Skip to content
Fraud & Compliance ← All terms

Markets in Crypto-Assets (MiCA)

Definition

MiCA is the EU's regulatory framework for crypto-asset issuers and service providers — operators must check stablecoin authorisation status before offering it to EU users.

MiCA is the EU's comprehensive regulatory framework for crypto-asset issuers and service providers, in force across all 27 member states. It distinguishes between Electronic Money Tokens (EMTs — fiat-pegged stablecoins like USDC) and Asset-Referenced Tokens (ARTs — backed by baskets of currencies or commodities). Stablecoin provisions took effect in 2024; full crypto-asset service provider (CASP) authorisation provisions followed at the end of 2024. For payment operators, MiCA determines which stablecoins can legally be offered to EU customers — USDC obtained EMT classification, while USDT has not, leading to delisting on EU-regulated exchanges.

For payment operators, MiCA’s practical impact is twofold: it restricts which stablecoins can be issued or distributed in the EU, and it imposes operational requirements on any business that custodies, transfers, or facilitates crypto-asset transactions for EU customers.

EMTs vs ARTs

Electronic Money Tokens (EMTs) are stablecoins pegged 1:1 to a single fiat currency. USDC, EURC, and PYUSD are EMTs. Issuers must hold equivalent reserves in segregated accounts at EU-authorised credit institutions and offer redemption at par.

Asset-Referenced Tokens (ARTs) are pegged to a basket of currencies, commodities, or other crypto-assets. ART issuance triggers stricter reserve and disclosure requirements; significant ARTs (high transaction volume or systemic risk) face additional ECB oversight.

Operator implications

  • Stablecoin selection. Only authorised EMTs can be offered to EU customers without distribution restrictions. USDC’s EMT classification (obtained via Circle’s EMI licence in France) is one reason it is the regulated-enterprise default in EU corridors; USDT, which has not been authorised, has been delisted from major EU exchanges.
  • CASP authorisation. Payment companies that custody crypto-assets, execute orders, or operate exchange/transfer services need MiCA CASP authorisation in at least one member state. Authorisation passports across the EU.
  • Disclosure and reserves. Issuers must publish whitepapers, monthly reserve attestations, and consumer redemption rights. Operators integrating a stablecoin should verify the issuer’s authorisation status and reserve disclosures before listing or routing.

MiCA is the EU’s primary regulatory anchor for stablecoin operations. Its US counterpart (the GENIUS Act framework) and Singapore’s MAS stablecoin regime cover similar ground in different jurisdictions — operators expanding cross-border should treat the three frameworks as a comparison matrix, not as interchangeable.

Related terms

Subscribers get the PSP Selection RFP Kit — 60+ structured questions, evaluation scorecard, and negotiation playbook — delivered to your inbox instantly.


- **What needs to be done**
Leave the pictures out and reproduce, exactly, the lines from the one with "Give me the" through the end of the entries below.

- **Dataset**
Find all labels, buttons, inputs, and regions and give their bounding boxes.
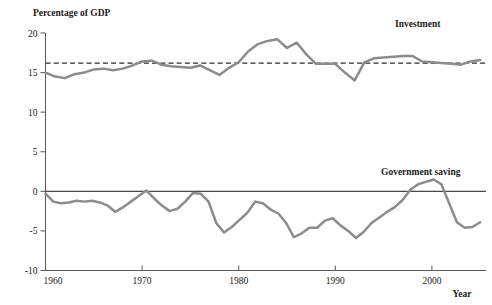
y-axis-title: Percentage of GDP (33, 8, 111, 18)
x-tick-label: 1970 (133, 276, 152, 286)
x-tick-label: 1990 (326, 276, 345, 286)
investment-series-label: Investment (395, 19, 441, 29)
x-axis-title: Year (453, 289, 473, 299)
y-tick-label: 15 (28, 68, 38, 78)
x-tick-label: 1980 (229, 276, 248, 286)
y-tick-label: 10 (28, 108, 38, 118)
y-tick-label: 5 (33, 147, 38, 157)
government-saving-series-label: Government saving (381, 167, 461, 177)
x-tick-label: 1960 (44, 276, 63, 286)
y-tick-label: 20 (28, 29, 38, 39)
chart-background (0, 0, 492, 305)
economics-line-chart: Percentage of GDP 20151050-5-10 19601970… (0, 0, 492, 305)
chart-figure: Percentage of GDP 20151050-5-10 19601970… (0, 0, 492, 305)
x-tick-label: 2000 (422, 276, 441, 286)
y-tick-label: -10 (25, 266, 38, 276)
y-tick-label: 0 (33, 187, 38, 197)
y-tick-label: -5 (30, 226, 38, 236)
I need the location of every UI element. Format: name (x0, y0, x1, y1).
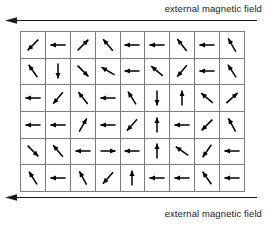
domain-cell (220, 112, 244, 138)
domain-cell (195, 85, 219, 111)
domain-arrow-down-left-icon (197, 141, 217, 161)
domain-cell (71, 85, 95, 111)
domain-cell (170, 59, 194, 85)
domain-arrow-up-right-icon (73, 115, 93, 135)
domain-cell (71, 112, 95, 138)
domain-arrow-left-icon (48, 115, 68, 135)
domain-arrow-left-icon (222, 168, 242, 188)
domain-arrow-up-left-icon (73, 88, 93, 108)
domain-cell (145, 32, 169, 58)
domain-cell (71, 139, 95, 165)
domain-cell (195, 139, 219, 165)
domain-arrow-up-left-icon (172, 141, 192, 161)
domain-cell (195, 32, 219, 58)
domain-cell (170, 32, 194, 58)
domain-cell (220, 139, 244, 165)
domain-arrow-left-icon (197, 35, 217, 55)
domain-arrow-left-icon (122, 141, 142, 161)
domain-arrow-left-icon (48, 35, 68, 55)
domain-cell (46, 112, 70, 138)
domain-arrow-left-icon (23, 115, 43, 135)
domain-cell (96, 59, 120, 85)
external-field-label-bottom: external magnetic field (0, 208, 265, 219)
domain-arrow-left-icon (48, 168, 68, 188)
domain-cell (220, 165, 244, 191)
domain-cell (71, 32, 95, 58)
domain-cell (71, 59, 95, 85)
domain-arrow-up-left-icon (147, 61, 167, 81)
domain-arrow-down-icon (147, 88, 167, 108)
domain-arrow-up-left-icon (222, 115, 242, 135)
domain-arrow-up-left-icon (197, 168, 217, 188)
domain-arrow-left-icon (147, 168, 167, 188)
domain-arrow-up-icon (147, 115, 167, 135)
domain-cell (121, 165, 145, 191)
domain-cell (145, 59, 169, 85)
domain-arrow-up-left-icon (48, 141, 68, 161)
field-direction-arrow-bottom (5, 193, 257, 202)
domain-cell (21, 112, 45, 138)
domain-cell (46, 59, 70, 85)
domain-arrow-up-left-icon (23, 61, 43, 81)
domain-arrow-up-left-icon (73, 168, 93, 188)
domain-arrow-left-icon (197, 61, 217, 81)
domain-cell (96, 139, 120, 165)
domain-arrow-down-left-icon (23, 35, 43, 55)
domain-arrow-up-left-icon (98, 61, 118, 81)
domain-arrow-down-left-icon (48, 88, 68, 108)
domain-cell (145, 165, 169, 191)
domain-cell (96, 32, 120, 58)
domain-arrow-left-icon (172, 168, 192, 188)
domain-cell (170, 139, 194, 165)
domain-cell (195, 112, 219, 138)
domain-arrow-left-icon (98, 115, 118, 135)
domain-cell (170, 112, 194, 138)
domain-arrow-left-icon (73, 141, 93, 161)
domain-cell (21, 139, 45, 165)
domain-cell (46, 32, 70, 58)
domain-arrow-up-icon (122, 168, 142, 188)
domain-cell (21, 32, 45, 58)
domain-cell (21, 59, 45, 85)
domain-cell (170, 165, 194, 191)
domain-cell (121, 59, 145, 85)
domain-cell (46, 139, 70, 165)
domain-cell (96, 85, 120, 111)
domain-cell (170, 85, 194, 111)
magnetic-domain-figure: external magnetic field external magneti… (0, 0, 265, 225)
domain-cell (21, 85, 45, 111)
domain-cell (145, 85, 169, 111)
domain-arrow-left-icon (222, 141, 242, 161)
domain-arrow-up-left-icon (222, 61, 242, 81)
domain-arrow-up-left-icon (172, 35, 192, 55)
domain-cell (96, 112, 120, 138)
domain-cell (96, 165, 120, 191)
domain-arrow-left-icon (98, 88, 118, 108)
domain-arrow-up-left-icon (98, 35, 118, 55)
domain-cell (145, 112, 169, 138)
domain-arrow-left-icon (147, 35, 167, 55)
domain-arrow-up-icon (172, 88, 192, 108)
domain-cell (195, 59, 219, 85)
domain-arrow-left-icon (23, 88, 43, 108)
domain-arrow-down-left-icon (98, 168, 118, 188)
domain-arrow-up-left-icon (122, 88, 142, 108)
domain-cell (71, 165, 95, 191)
domain-cell (121, 112, 145, 138)
domain-arrow-up-left-icon (222, 35, 242, 55)
external-field-label-top: external magnetic field (0, 3, 265, 14)
domain-cell (121, 32, 145, 58)
domain-cell (46, 85, 70, 111)
domain-cell (21, 165, 45, 191)
domain-arrow-up-right-icon (73, 35, 93, 55)
domain-arrow-down-left-icon (197, 115, 217, 135)
domain-arrow-down-right-icon (73, 61, 93, 81)
domain-cell (220, 32, 244, 58)
domain-arrow-right-icon (98, 141, 118, 161)
domain-arrow-up-icon (147, 141, 167, 161)
domain-cell (145, 139, 169, 165)
domain-arrow-down-left-icon (122, 115, 142, 135)
field-direction-arrow-top (5, 16, 257, 25)
domain-arrow-left-icon (122, 61, 142, 81)
domain-cell (220, 59, 244, 85)
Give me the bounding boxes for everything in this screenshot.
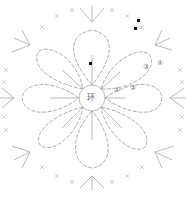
start-markers: [89, 19, 140, 65]
center-label: 环: [87, 94, 95, 102]
round-marker-4: ④: [157, 60, 163, 67]
round-marker-1: ①: [114, 87, 120, 94]
diagram-caption: · · · · · · · · · ·: [50, 197, 140, 202]
round-marker-2: ②: [130, 85, 136, 92]
round-marker-3: ③: [143, 64, 149, 71]
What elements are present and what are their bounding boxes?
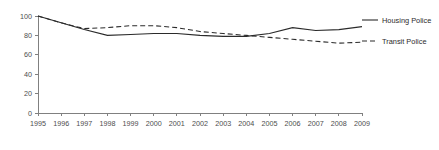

- **The completed task**
Give me the bounding boxes for everything in this screenshot.
start-markers: [89, 19, 140, 65]
center-label: 环: [87, 94, 95, 102]
round-marker-4: ④: [157, 60, 163, 67]
round-marker-1: ①: [114, 87, 120, 94]
diagram-caption: · · · · · · · · · ·: [50, 197, 140, 202]
round-marker-2: ②: [130, 85, 136, 92]
round-marker-3: ③: [143, 64, 149, 71]
What elements are present and what are their bounding boxes?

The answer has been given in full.